I have often told people I’m training that one of my goals is to put myself out of business. As a specialist in trauma, I work with survivors of the worst that humans can do to one another. And thus in my optimistic heart I try to imagine a day when the supply of work for trauma specialists will dry up and disappear.
That’s not today. I’m writing this in the week that two more African-American men were shot by law enforcement officers, one while lying on the ground, one sitting in his car next to his partner, the incredibly brave woman who live-streamed the entire horror show while it was happening so that no one could ever deny it. And then last night, a sniper in Dallas shot at the police officers protecting a peaceful Black Lives Matter protest of the earlier deaths. Five dead, seven wounded. Less than a month after the massacre in Orlando, the suicide bombings at the airports in Brussels and Istanbul. The beat goes on, and on, and on.
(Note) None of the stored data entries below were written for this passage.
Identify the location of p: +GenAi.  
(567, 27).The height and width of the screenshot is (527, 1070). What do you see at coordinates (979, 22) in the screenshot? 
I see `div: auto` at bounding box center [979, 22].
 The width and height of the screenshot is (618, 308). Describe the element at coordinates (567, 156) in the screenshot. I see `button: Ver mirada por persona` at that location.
Why is trauma so painfully ubiquitous? Because on the days that these public deaths occurred, many other people died of gunshot wounds, some by accident, some at their own hands, some in violent encounters with others. Many children were abused, sexually, physically, emotionally, by neglect. Many people were targets of harassment, hate crimes, discrimination. Many experienced betrayal at the hands of people and institutions who they had trusted to protect them. Millions of people experienced trauma; more as I write this. I do not believe that trauma is ubiquitous because there is some inherent violent streak in our DNA. Our closest genetic relatives, the bonobos, are a peaceful species who handle conflict by creating closer physical connections with one another. We are not born to harm one another.
But we do pass on the changes to that DNA and the genes it carries that were created by trauma exposure. Epigenetic changes to gene expression have been found in several groups of people known to suffer endemic and persistent, sometimes multi-generational traumas. Does this create trauma’s ubiquity? No, because in those populations most people are not violent, do not violate the boundaries and safety of others. Trauma, betrayal, micro-aggression, violation, are not baked into any of us.
Instead, and I hope you will join me in this perspective, people keep traumatizing one another because we do too little to heal the effects of trauma on mind, body, and spirit. If a child watches the adults in their life solve problems with violence, that child will learn to do so as well, absent intervention. If a child is not given secure attachment and effective strategies for soothing difficult emotions, that child is more at risk to both perpetrate and be a target of trauma as they grow.
So today, in the midst of despair, I also look for hope. I see the people with whom I work, survivors of appalling childhood trauma, who are gentle, loving, decent human beings, good partners, good parents, good and contributing members of society. I see people seeking and finding non-violent, non-traumatizing paths to change the world around them. I join with others in working to stop the epidemic of gun violence in the United States. And then I go back to work. As the Talmud famously says, the one who heals one life heals the entire world. Today, let’s each of us heal one life – your own, someone else’s life. Heal the world.